Unfortunately, the data on enrollees’ previous coverage status are incomplete. People only had to indicate whether they had current coverage in order to find out if they qualified for financial assistance, meaning that coverage status for the 270,000 enrollees who did not complete an eligibility determination is unknown. Additionally, the data are once again only provided for the FFM states, which include about 5.45 million of the eight million enrollees. However, of the 95 percent of enrollees in a federal Marketplace who did give information on their insurance at the time of application, only 13 percent, or just over 695,000 people, indicated that they already had a plan.

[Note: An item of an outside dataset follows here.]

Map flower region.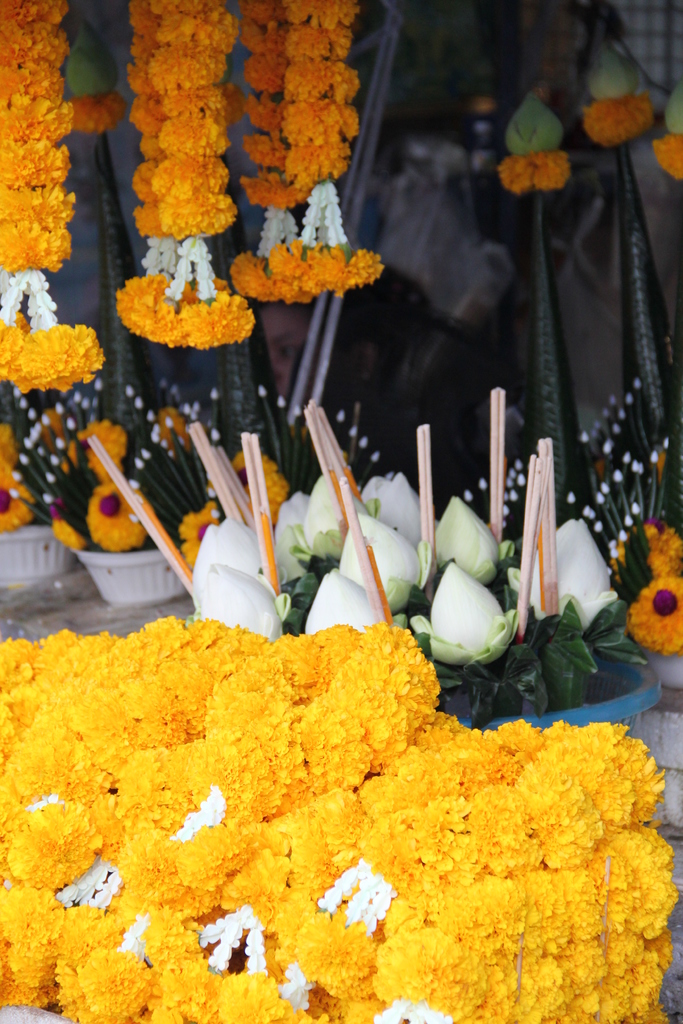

Suppose we took a conservative stance and assumed that all 270,000 who did not go through the eligibility determination already had coverage through some other source. That would leave 4.5 million individuals, 82 percent of federal Marketplace enrollees, who were uninsured at the time they enrolled in a Marketplace plan. So while the exact number of newly insured is unclear from this report alone (and studies like those from Gallup and McKinsey provide alternative approaches to estimating that figure), we can safely say that millions of people have gained new coverage through the Marketplaces.
As all these numbers have come out, strident partisans on the right and left have trumpeted the bits and pieces they interpret as signs of success or failure: not enough young adults, more newly insured than expected, a lack of improvement in racial disparities. In the face of the upcoming congressional elections, every number is somebody’s political weapon, be it Republicans advancing new angles of attack or Democrats battling to defend their success.
Yet as we discuss this inaugural year of enrollment, we should remember why the ACA was enacted in the first place. The point of all this reform, of the thousands of pages of new regulations and billions of dollars invested in implementation, was not just political. The point was to address the critical failings of the American health insurance market, failings that cost money and lives by leaving millions of people without health coverage.
As the president told Congress in 2009, “We did not come here just to clean up crises. We came here to build a future.” That “we” included every member of Congress, Democrat and Republican, as well every one of the countless individuals involved in arguing over, writing, and implementing the law. That future, in turn, has begun to take shape. Those who seek to understand it should not accept any one statistic as an indicator of ultimate success or failure, but rather consider each number as just one brick in the new foundation of American health insurance.